Our younger leaders are pushing me to help prepare them to carry Peace and Reconciliation (PAR) Principles, our contextual application of a peace theology, into the emerging realities of the 21st century. So, I’m exploring the ideas of Jeremy Rifkin who challenges humanity to “enter into a new world of biosphere politics, with new forms of governance emerging to accompany our new biosphere awareness.”
Geopolitical Thinking
Geopolitics. It’s about geography and how it affects human relations. It’s about political boundaries between tribes or ethno-linguistic groups and between nation-states. Geopolitics is about international relations and how each nation would behave based on their respective national interests.
In geopolitical thinking, the focus is on political power in relation to geographical boundaries — land, waters, air space, and underground resources — and their history. Most conflicts between nation-states are borne out of their agression against, or in defense of, these boundaries.
In other words, geopolitical thinking looks at Planet Earth through imagined lines or political boundaries. War and peace are decided mostly based on geopolitical interests of nation-states arising from the placement of these boundaries.
War and peace are decided mostly based on geopolitical interests of nation-states arising from the placement or displacement of these boundaries.
Biosphere Consciousness
According to Jeremy Rifkin, the biosphere is “the narrow band that extends some forty miles from the ocean floor to outer space where living creatures and the Earth’s geochemical processes interact to sustain each other.” In most of his presentations, he explains that the biosphere “functions like an indivisible organism.” All life on Planet Earth are inherently inter-connected because we are all in this “continuous symbiotic relationships between every living creature and between living creatures and the geochemical processes that ensure the survival of the planetary organism and the individual species that live within its biospheric envelope.”
The biosphere is “the narrow band that extends some forty miles from the ocean floor to outer space where living creatures and the Earth’s geochemical processes interact to sustain each other.”
Rifkin calls individuals, neighborhoods, and communities to look at our shared planetary home as one biospheric system. In this sphere, “every human life, the species as a whole, and all other life-forms are entwined with one another and with the geochemistry of the planet in a rich and complex choreography that sustains life itself,” Rifkin said. He further continues: “We are all dependent on and responsible for the health of the whole organism.”
We need to renounce the old notion of geopolitical thinking — “the detached, self-interested and utilitarian philosophical assumptions that accompanied national markets and nation state governance.”
Finally, Rifkin challenges us to “harness our empathic sensibility to establish a new global ethic that recognizes and acts to harmonize the many relationships that make up the life-sustaining forces of the planet.” We need to renounce the old notion of geopolitical thinking, which he describes as “the detached, self-interested and utilitarian philosophical assumptions that accompanied national markets and nation state governance.”
Entering a new era of biosphere consciousness is beyond urgent. This means we have to get into “a new world of biosphere politics, with new forms of governance emerging to accompany our new biosphere awareness” right now!
We have to get into “a new world of biosphere politics, with new forms of governance emerging to accompany our new biosphere awareness” right now!
The ideas and advocacies of Jeremy Rifkin, shared mostly through his books, are being applied by governments and corporations through his consultancy activities.
This two-hour video lecture by Rifkin encapsulates most of his ideas.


Collect each line of the records containing the string "axis".
:: Data extract ::
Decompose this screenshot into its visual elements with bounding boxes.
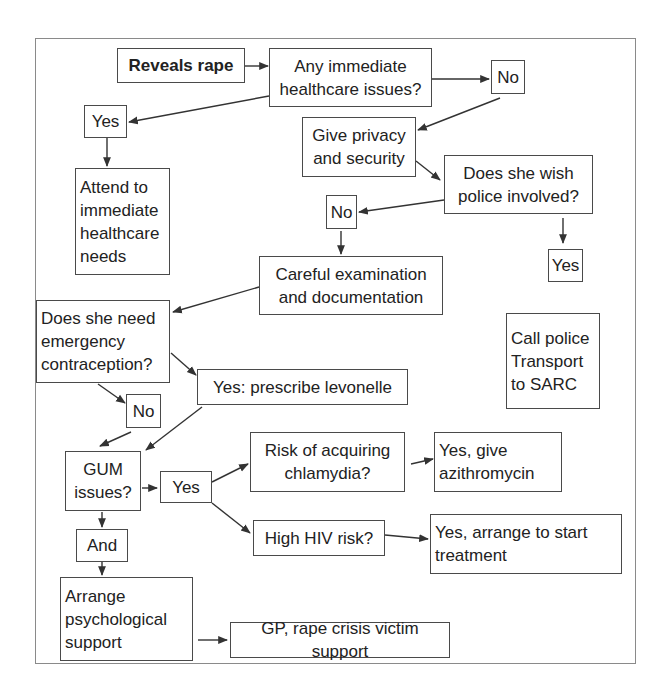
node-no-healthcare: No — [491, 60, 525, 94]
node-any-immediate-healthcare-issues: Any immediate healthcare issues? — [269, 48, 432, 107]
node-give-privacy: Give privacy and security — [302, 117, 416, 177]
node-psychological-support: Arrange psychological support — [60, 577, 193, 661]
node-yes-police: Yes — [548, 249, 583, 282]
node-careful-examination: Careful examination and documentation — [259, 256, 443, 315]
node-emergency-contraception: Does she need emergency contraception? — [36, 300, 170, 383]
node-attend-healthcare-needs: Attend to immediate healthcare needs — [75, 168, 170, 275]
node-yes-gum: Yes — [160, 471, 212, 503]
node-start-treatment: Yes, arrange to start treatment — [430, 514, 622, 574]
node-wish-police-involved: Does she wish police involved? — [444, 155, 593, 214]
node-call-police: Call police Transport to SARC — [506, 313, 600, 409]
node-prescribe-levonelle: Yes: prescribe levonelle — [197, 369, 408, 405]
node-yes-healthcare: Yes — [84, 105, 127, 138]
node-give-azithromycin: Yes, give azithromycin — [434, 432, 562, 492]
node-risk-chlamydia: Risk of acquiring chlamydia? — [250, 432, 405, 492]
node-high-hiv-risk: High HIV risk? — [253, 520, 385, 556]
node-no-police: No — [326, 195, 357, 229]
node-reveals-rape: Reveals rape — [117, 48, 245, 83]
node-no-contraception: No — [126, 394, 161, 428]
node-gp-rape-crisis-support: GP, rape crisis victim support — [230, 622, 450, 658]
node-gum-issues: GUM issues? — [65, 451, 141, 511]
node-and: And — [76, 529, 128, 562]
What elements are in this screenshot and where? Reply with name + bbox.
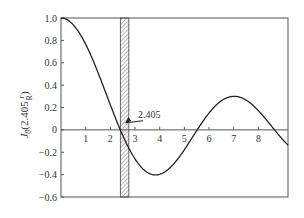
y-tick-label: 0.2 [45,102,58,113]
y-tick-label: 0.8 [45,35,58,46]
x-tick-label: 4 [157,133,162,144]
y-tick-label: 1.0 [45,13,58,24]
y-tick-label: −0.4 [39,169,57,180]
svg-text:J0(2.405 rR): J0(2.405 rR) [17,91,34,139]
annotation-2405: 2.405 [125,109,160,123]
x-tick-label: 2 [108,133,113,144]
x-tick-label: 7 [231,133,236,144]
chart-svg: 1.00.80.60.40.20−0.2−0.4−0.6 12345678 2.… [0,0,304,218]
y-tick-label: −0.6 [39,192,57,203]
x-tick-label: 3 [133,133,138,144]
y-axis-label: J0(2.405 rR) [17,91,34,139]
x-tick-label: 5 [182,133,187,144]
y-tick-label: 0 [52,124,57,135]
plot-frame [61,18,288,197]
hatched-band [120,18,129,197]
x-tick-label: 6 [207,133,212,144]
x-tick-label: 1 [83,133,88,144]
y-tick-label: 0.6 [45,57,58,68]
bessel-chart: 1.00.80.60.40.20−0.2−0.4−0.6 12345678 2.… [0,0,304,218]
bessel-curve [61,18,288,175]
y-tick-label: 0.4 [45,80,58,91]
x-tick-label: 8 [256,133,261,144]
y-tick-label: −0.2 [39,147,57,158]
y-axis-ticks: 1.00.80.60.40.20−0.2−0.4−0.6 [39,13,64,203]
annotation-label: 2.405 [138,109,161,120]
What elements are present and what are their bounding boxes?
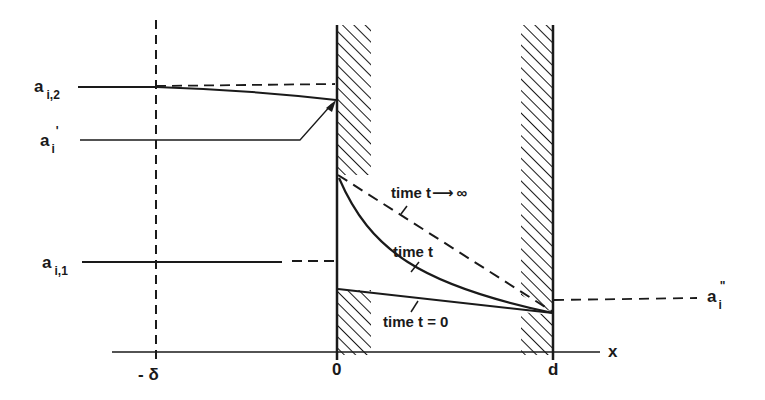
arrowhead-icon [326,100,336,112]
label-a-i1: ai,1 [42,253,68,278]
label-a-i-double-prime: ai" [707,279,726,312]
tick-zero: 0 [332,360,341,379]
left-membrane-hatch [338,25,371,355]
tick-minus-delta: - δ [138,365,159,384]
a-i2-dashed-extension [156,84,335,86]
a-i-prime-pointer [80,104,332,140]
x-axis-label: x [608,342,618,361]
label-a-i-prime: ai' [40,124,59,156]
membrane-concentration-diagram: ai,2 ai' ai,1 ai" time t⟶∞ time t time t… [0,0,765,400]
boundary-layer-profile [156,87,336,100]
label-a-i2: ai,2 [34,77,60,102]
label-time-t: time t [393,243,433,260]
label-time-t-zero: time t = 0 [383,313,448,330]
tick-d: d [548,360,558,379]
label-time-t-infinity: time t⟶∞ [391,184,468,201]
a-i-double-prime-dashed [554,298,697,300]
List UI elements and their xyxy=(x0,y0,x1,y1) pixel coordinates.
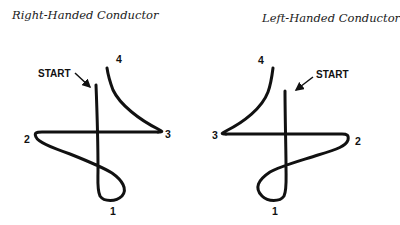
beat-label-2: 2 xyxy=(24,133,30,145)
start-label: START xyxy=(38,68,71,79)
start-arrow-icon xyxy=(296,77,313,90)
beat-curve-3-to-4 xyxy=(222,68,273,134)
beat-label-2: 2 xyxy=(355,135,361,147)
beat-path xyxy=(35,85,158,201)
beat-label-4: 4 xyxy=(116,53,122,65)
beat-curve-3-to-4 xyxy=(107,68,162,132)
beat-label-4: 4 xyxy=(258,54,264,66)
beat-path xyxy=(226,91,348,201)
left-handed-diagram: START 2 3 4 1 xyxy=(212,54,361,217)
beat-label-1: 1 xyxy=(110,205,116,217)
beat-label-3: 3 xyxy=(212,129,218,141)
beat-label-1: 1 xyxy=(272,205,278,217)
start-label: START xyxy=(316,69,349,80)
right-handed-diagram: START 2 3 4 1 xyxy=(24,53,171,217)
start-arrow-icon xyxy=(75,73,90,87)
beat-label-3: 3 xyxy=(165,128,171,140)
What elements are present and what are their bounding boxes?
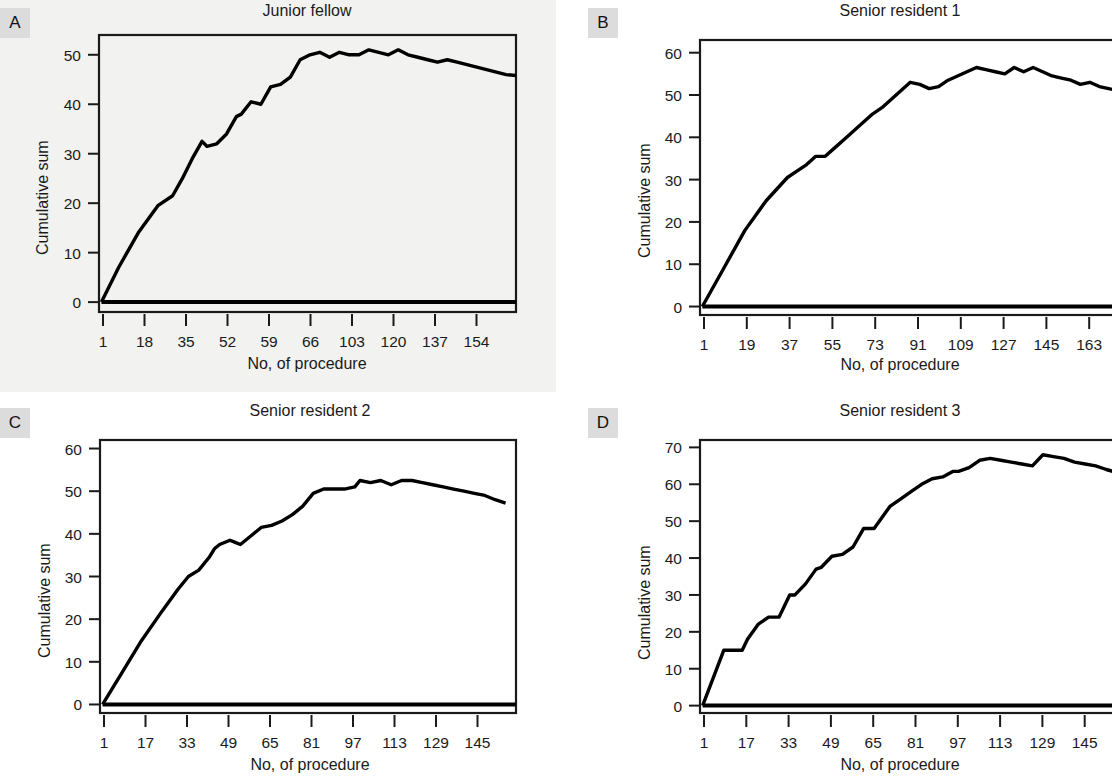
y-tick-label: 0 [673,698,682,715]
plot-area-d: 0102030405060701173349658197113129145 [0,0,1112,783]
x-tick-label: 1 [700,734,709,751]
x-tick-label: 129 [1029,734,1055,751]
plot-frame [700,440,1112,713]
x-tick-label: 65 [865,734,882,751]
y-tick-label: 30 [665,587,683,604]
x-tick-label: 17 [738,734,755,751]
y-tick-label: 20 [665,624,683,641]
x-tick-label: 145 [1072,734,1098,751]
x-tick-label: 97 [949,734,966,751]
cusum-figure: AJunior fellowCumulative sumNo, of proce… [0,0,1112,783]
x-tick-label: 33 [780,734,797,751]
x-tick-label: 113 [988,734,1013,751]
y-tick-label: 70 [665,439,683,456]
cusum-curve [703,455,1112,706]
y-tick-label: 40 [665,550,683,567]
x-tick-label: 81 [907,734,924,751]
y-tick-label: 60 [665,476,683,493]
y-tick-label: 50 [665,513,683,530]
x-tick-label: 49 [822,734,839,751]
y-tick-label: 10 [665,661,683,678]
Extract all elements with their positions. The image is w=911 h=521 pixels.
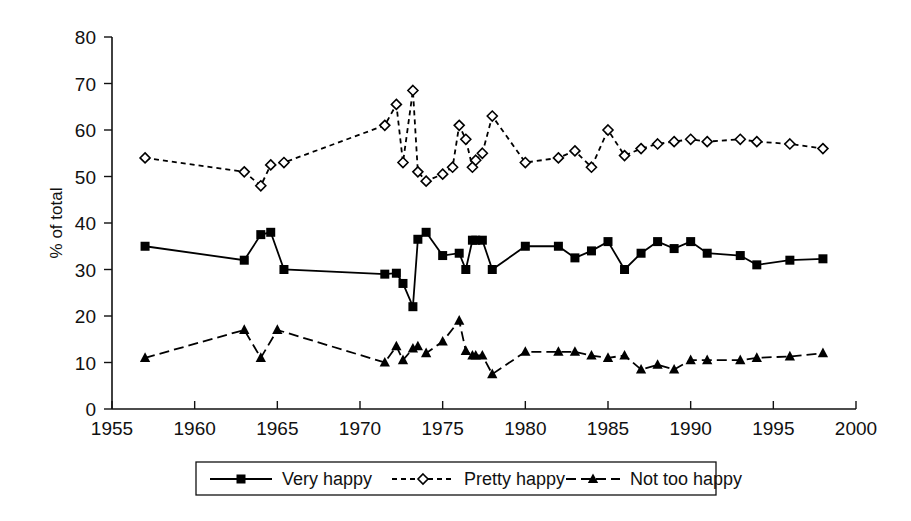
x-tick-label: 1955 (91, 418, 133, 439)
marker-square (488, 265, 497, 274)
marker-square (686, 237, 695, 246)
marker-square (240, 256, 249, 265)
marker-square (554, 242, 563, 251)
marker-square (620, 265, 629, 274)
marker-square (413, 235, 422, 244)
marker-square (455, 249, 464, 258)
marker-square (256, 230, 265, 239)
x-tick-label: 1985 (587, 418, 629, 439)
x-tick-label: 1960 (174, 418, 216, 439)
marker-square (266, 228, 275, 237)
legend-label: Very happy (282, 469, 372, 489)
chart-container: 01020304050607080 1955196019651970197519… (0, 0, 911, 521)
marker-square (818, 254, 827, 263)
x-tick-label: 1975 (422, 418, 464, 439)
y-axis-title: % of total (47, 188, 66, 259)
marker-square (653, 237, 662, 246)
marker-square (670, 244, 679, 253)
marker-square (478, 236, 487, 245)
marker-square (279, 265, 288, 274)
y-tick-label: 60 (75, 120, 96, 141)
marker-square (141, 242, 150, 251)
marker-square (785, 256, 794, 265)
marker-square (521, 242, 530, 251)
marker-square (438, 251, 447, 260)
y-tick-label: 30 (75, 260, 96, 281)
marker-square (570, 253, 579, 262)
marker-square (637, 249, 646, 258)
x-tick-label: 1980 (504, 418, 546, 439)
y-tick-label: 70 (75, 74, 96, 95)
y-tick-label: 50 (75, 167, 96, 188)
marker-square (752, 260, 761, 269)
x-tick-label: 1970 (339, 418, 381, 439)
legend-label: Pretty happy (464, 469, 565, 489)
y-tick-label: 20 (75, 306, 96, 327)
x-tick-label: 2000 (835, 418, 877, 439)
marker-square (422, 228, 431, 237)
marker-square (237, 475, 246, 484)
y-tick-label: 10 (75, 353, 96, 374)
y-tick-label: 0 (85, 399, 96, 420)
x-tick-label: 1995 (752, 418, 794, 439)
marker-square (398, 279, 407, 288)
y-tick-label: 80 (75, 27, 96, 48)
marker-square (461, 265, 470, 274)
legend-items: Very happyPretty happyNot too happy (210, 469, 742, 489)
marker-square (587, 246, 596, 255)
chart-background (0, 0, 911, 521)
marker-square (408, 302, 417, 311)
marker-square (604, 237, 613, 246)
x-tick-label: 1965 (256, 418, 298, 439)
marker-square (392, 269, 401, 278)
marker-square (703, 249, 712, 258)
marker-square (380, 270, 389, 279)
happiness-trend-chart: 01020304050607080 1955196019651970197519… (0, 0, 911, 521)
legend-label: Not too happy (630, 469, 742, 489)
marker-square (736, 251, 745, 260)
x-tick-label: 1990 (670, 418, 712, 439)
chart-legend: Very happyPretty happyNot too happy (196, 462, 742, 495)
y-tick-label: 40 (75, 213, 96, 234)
:::
Problem solution.
y-axis-label: J0(2.405 rR) [17,91,34,139]
y-axis-ticks: 1.00.80.60.40.20−0.2−0.4−0.6 [39,13,64,203]
x-axis-label: x [608,342,618,361]
y-axis-title: % of total (47, 188, 66, 259)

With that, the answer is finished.